Saturday, May 24, 2008

NO THAT IT REALLY MATTERS, BUT......

Throughout the primary season, Hillary Clinton and Barack Obama have been in a virtual tie, in both polls and votes cast. She trails him by less than 2 percent of all delegates. She appears to lead him in ballots cast, if you count the Michigan and Florida primaries, which were not sanctioned by the Democratic National Committee and therefore don't count in the delegate tallies but still represent actual voters' preferences and therefore do count in gauging the overall popular preference. Preliminary efforts to extrapolate from voting returns and exit polls suggest that overall she has probably won a majority of registered Democrats' votes, since Obama has drawn heavily from independents. And key Democratic blocs including Hispanics, Jews, women, gays, seniors, and the white working class have all preferred her to him.


Primaries have had a major influence on nominations since only 1952, and in that period the top two rivals have reconciled on a dream ticket just twice, when John F. Kennedy chose Lyndon Johnson as his running mate in 1960 and when Ronald Reagan brought George Bush onboard in 1980. That rarity doesn't bode well for the creation of an Obama-Clinton ticket. It does, however, augur well for victory for an Obama-Clinton ticket. For both the Kennedy-Johnson and Reagan-Bush fusions offer models of how a divided party can turn debilitating rifts into assets.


What needs to be done >> Copy each line that contains the string "tick", taking them from the material.

+ + + + +

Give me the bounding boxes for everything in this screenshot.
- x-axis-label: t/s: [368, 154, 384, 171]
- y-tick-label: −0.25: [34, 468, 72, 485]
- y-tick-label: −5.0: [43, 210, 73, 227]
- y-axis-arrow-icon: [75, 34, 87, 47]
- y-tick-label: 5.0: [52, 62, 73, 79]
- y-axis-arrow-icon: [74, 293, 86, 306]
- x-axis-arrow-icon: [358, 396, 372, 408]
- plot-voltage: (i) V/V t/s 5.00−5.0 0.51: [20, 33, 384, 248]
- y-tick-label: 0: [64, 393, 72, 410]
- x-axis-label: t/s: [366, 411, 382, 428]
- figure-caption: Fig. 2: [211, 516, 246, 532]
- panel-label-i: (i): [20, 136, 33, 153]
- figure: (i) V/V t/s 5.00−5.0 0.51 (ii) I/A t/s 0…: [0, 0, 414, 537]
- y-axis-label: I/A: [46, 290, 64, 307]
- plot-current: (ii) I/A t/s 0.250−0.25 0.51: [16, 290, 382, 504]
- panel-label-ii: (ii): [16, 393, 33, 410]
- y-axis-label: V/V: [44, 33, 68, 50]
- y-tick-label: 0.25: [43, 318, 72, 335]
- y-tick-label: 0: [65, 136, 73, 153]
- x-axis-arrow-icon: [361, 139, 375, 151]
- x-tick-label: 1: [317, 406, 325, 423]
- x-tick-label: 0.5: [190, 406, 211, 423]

+ + + + +

Answer space >>
- y-tick-label: −0.25: [34, 468, 72, 485]
- y-tick-label: −5.0: [43, 210, 73, 227]
- y-tick-label: 5.0: [52, 62, 73, 79]
- y-tick-label: 0: [64, 393, 72, 410]
- y-tick-label: 0.25: [43, 318, 72, 335]
- y-tick-label: 0: [65, 136, 73, 153]
- x-tick-label: 1: [317, 406, 325, 423]
- x-tick-label: 0.5: [190, 406, 211, 423]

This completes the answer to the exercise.